WGCNA on EC Pathways produced two modules of interest that had significant correlation coefficients with clinical score. The brown module was negatively associated with score (r = − 0.36, P-val = 5e−4, Fig. 5C) and positively associated with weight (r = 0.36, P-val = 6e−4, Fig. 5C). The blue module was positively associated with score (r = 0.46, P-val = 6e−6, Fig. 5C) but has no significant association with weight (r = − 0.16, P-val = 0.1, Fig. 5C). While these modules as a whole exhibited certain associations with score, weight, and day, some EC pathways differed from module-level observations. All EC pathways from the brown module were negatively correlated with day and score, but positively correlated with weight. EC pathways from the brown module that decreased in EAE included heterolactic fermentation, homolactic fermentation, coenzyme A biosynthesis, and the S-adenosyl-l-methionine cycle (Fig. 5D, Fig. S12, Table S15). Blue module EC pathways overwhelmingly had positive correlations with score and dpi, but some pathways possessed negative correlations with weight (Table S13A). Blue module pathways were involved with degrading l-Histidine, 4-aminobutanoate, lactose, and galactose (Fig. 5D, Table S13A). The blue module also contains EC pathways responsible for the synthesis of butanol, l-phenylalanine, l-tyrosine, inosine-5′-phosphate, 5-aminoimidazole, l-threonine, and gondoate and implicates them in being associated with EAE clinical score. Differential abundance testing supports this association (Fig. 5D, Table S15). Most EC pathways associated with the blue module experienced an increase in abundance in EAE mice relative to naïve mice by the chronic phase of disease at 29 dpi. All EC pathways from the brown module were present in significantly lower abundances in EAE mice relative to naïve and CFA mice. However, some of these pathways are elevated in naïve/CFA comparisons at 29 dpi. No EC terms from the blue or brown modules exhibit differential abundance when naïve or CFA mice are compared against EAE pathways prior to immunization (− 2 dpi). This is important given that all mice are naïve at this time in the experiment. These results come from imputed data and cannot replace experimental verification, but they could help identify pathways or microbiome targets with a therapeutic potential for patients with MS and a number of other human conditions.
Discussion
Multiple sclerosis (MS) is a common neurodegenerative disease in which the central nervous system myelin is destroyed by the immune system. Many studies have described the presence of microbiota dysbiosis in MS patients but the precise role of the microbiome in MS pathogenesis and progression remains unclear3,5,7. Human microbial studies on MS are complicated by factors such as genetic make-up and geographical and environmental variations such as disease modifying therapy. Studies performed with the animal model of MS, EAE, have also shown evidence of disrupted microbiota dysbiosis but have, to date, only included end-point microbiome analysis, preventing the exploration of changes to microbiome composition during the full course of the disease model6. Here, we performed a longitudinal analysis of the gut flora at pre-onset, onset, peak, and chronic phase of EAE to obtain a comprehensive dataset of the microbiome changes associated with EAE. Our study design also included a cohort of animals injected with CFA to decouple the effect of immune system activation from the autoimmune responses of EAE on gut flora.
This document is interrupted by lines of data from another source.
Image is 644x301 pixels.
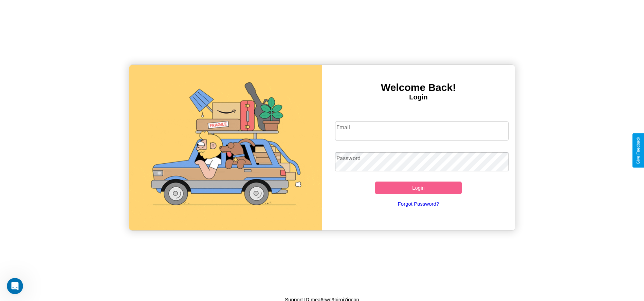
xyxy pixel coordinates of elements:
[322,93,515,101] h4: Login
[322,82,515,93] h3: Welcome Back!
[7,278,23,294] iframe: Intercom live chat
[636,137,641,165] div: Give Feedback
[129,65,322,230] img: gif
[375,182,462,194] button: Login
[332,194,505,214] a: Forgot Password?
Our study demonstrates that one of the most robust changes at the family rank was a decrease in Lactobacillaceae starting at EAE onset. This observation was conserved for the parent taxa Bacilli and Lactobacillales, and in the genus, Lactobacillus. Commensal Lactobacillus is a critical component of the healthy gut flora as they present with protective functions against infection, such as the production of anti-microbial agents28,29. Lactobacillus dysbiosis was also shown to be present in an animal model of depression and therapeutic supplementation with L. reuteri was sufficient to improve depressive-like symptoms18. Here, we have demonstrated that L. reuteri supplementation was beneficial in mice undergoing EAE, further confirming a recent study19. Our community analysis suggests that Lactobacillus may be a keystone species of the gut flora, as its decrease correlates with microbial community reorganization. Taken together these results point towards further exploration of Lactobacillus supplements as a potential treatment for MS and other conditions associated with gut dysbiosis19. It remains unclear which factors drive the decrease in Lactobacillus levels, but our results obtained from mice immunized with CFA alone also indicate some reduction in Lactobacillus, perhaps suggesting that the immune system might be involved. Further work is warranted to determine the factor(s) impacting Lactobacillus abundance in the gut. Furthermore, given the growing evidence supporting the effect of Lactobacillus as a regulator if the immune system, it is also critical to determine its mechanism of action in the context of EAE30,31.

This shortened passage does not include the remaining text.